On December 1, 2009, as shown in this video, 15 to 20 Israeli Jewish settlers, accompanied by armed guards and Israeli police, entered and took control of a part of the home of the Rifka El-Kurd family in the Sheikh Jarrah neighborhood of East Jerusalem. The group proceeded to empty the home of its contents, throwing furniture and the family’s personal belongings out onto the yard. The family was not present in this section of the house in compliance with a previous court order; however, local sources reported that the settlers also attempted, on several occasions, to gain entry to the rest of the house. One Palestinian resident, Khamis al-Gawi, was arrested. Two international activists, American and Swedish nationals, who were filming the settlers taking over the house were also arrested by the police, and their video cameras were confiscated.

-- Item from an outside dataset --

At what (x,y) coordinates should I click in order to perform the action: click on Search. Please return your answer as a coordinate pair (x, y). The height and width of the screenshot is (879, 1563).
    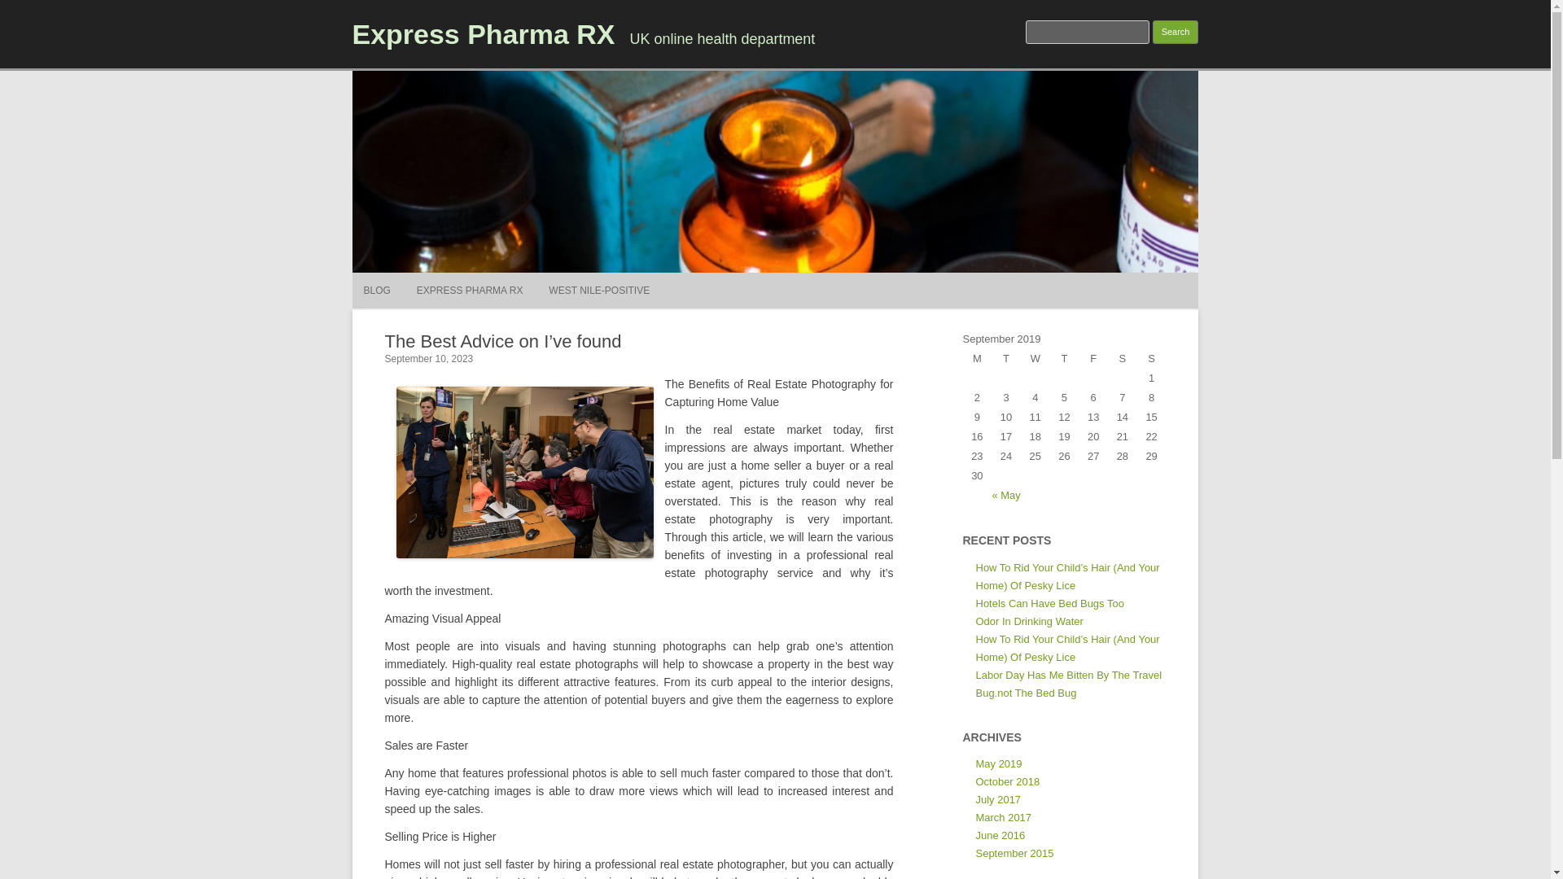
    Looking at the image, I should click on (1175, 32).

At the time, Rifka El-Kurd commented, “The settlers are not living in my house permanently. They come in groups, dance, pray and swear against us. Then they leave again, and others come after a while. I can’t see what is going on inside the house because they covered all the windows with cardboard and Plexiglas. I can’t go close to the house, because there are cameras all around and the police would come if I tried to. We often are physically attacked: They sent my daughter, who is aged 50, to the hospital four times. They know she has heart problems, and they always hit her close to her heart. Once, if it had not been for a neighboring doctor who rushed and helped her, she would have died.”1
This forcible expulsion was just a small episode in a complex and very long-running saga affecting nearly 30 families in the neighborhood. And this is only one of the many neighborhoods where the authorities and the settlers are forcibly expelling Palestinians from their homes.